Will austerity increase devolution?

Bevan Foundation
Image: Manband.co.uk
ViewsOctober 28th, 2013
Image: Manband.co.uk

Image: Manband.co.uk

Welsh public services have been relatively protected from austerity to  date.  Yes, the NHS and local government have been squeezed in the last two financial years, but most Welsh Government-funded public bodies have yet to wield the big axe.  What cuts there’ve been have mostly taken the form of snipping round the edges.

Until now.

The 2014/15 Welsh Government budget means it’s time to put away the manicure scissors and reach for the scythe.  Funding for local government will be cut by 5.8 per cent in real terms next year, and 9 per cent by 2015/16.  A 10 per cent cut, at a time of rising demand, is unprecedented in recent times.

Local authorities are being forced to make some tough decisions. In Rhondda Cynon Taff for example, Cabinet members are considering delaying the age at which children start full-time school to save £4.5m a year, closing  half its libraries and day centres and stopping meals-on-wheels services at weekends.

For the first time, the majority of people will feel the austerity. Middle income Wales has been largely immune to the cuts in Housing Benefit and the effects of the Work Capability Assessments, but it may well notice that the local theatre is closed, the leisure centre’s shut at 5pm, the car park costs more, there are no new text books in school and that the rubbish is only collected monthly.

The current cuts are not just short-term pain either. The Institute for Fiscal Studies suggests that far from spending starting to increase in 2017/18, ‘sustained reductions in spending power’  could go on to 2021/22.  Couple this with rising demand, and the Welsh public sector faces a shortfall of between £2.6 billion and £4.6 billion by 2025.  By then cuts to libraries and leisure services, street lighting and gritting could like a mere drop in the ocean.

The acid test is are people in Wales willing to tolerate this?

Several surveys suggest they aren’t. One by Beaufort Research in July 2011 found that nearly six out of ten people felt the cuts went too far, while one by Cardiff University in 2010 found that 45% (the largest proportion) felt the cuts were bad for the economy.

The miners’ strike and recession in the 1980s are widely credited with changing hearts and minds in favour of devolution.  The experience of a government with a limited mandate in Wales imposing deeply damaging policies was enough to tip the scales in favour of a “yes” vote in 1997.

Could the same happen again?

This time round, the position is slightly more complex.   Certainly the Conservatives have no more of a mandate in 2010 than 1979 (8 MPs compared with 11 in 1979 and 14 in 1983). Even with three 3 Lib Dem MPs in the coalition, just over a quarter of Welsh parliamentary seats is hardly ringing endorsement.

It could be that the Welsh not UK government gets the blame for austerity, but Ministers have been very careful to point the finger up the M4 and the Coalition are probably too closely identified with austerity for them to blame someone else.

Austerity could be the trigger for the next steps along the devolution process.

Victoria Winckler is Director of the Bevan Foundation. 

3 Responses

  1. RedundantSwine says:

    It’s a bit disingenous to look at the number of seats held at the last general election and claim a lack of a mandate. Vote share is a far better measure as it reflects the real opinion of those who voted in Wales last time around.

    Labour clearly won that vote, but the combined Tory and Lib Dem vote is was actually larger, at 46.2%, compared to Labour’s 36.2%.

    There are many arguments both for and against austerity, but don’t try and use the awful results thrown up by FPTP as one against.

  2. victoriawinckler says:

    Fair point re FPTP – but the share of the vote isn’t reflected in the survey results, which show pretty substantial opposition to austerity – before the cuts even began to bite!

  3. David says:

    I suppose you could also add the Plaid vote to Labour’s 36.2%.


EXERCISE
In this exercise, write out the data word for word and leave every image out.

*** Opening ENTRIES SHOWN ***

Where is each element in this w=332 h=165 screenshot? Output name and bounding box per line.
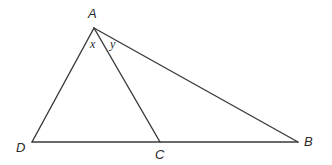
segment-AB bbox=[94, 28, 298, 142]
vertex-labels: A D C B bbox=[16, 6, 313, 162]
vertex-label-D: D bbox=[16, 140, 25, 155]
vertex-label-B: B bbox=[304, 134, 313, 149]
angle-label-x: x bbox=[89, 37, 96, 51]
triangle-edges bbox=[32, 28, 298, 142]
angle-label-y: y bbox=[109, 37, 116, 51]
segment-AD bbox=[32, 28, 94, 142]
vertex-label-C: C bbox=[155, 147, 165, 162]
geometry-diagram: A D C B x y bbox=[0, 0, 332, 165]
segment-AC bbox=[94, 28, 160, 142]
vertex-label-A: A bbox=[87, 6, 97, 21]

*** Closing ENTRIES SHOWN ***

RESPONSE
Where is each element in this w=332 h=165 screenshot? Output name and bounding box per line.
segment-AB bbox=[94, 28, 298, 142]
vertex-labels: A D C B bbox=[16, 6, 313, 162]
vertex-label-D: D bbox=[16, 140, 25, 155]
vertex-label-B: B bbox=[304, 134, 313, 149]
angle-label-x: x bbox=[89, 37, 96, 51]
triangle-edges bbox=[32, 28, 298, 142]
angle-label-y: y bbox=[109, 37, 116, 51]
segment-AD bbox=[32, 28, 94, 142]
vertex-label-C: C bbox=[155, 147, 165, 162]
geometry-diagram: A D C B x y bbox=[0, 0, 332, 165]
segment-AC bbox=[94, 28, 160, 142]
vertex-label-A: A bbox=[87, 6, 97, 21]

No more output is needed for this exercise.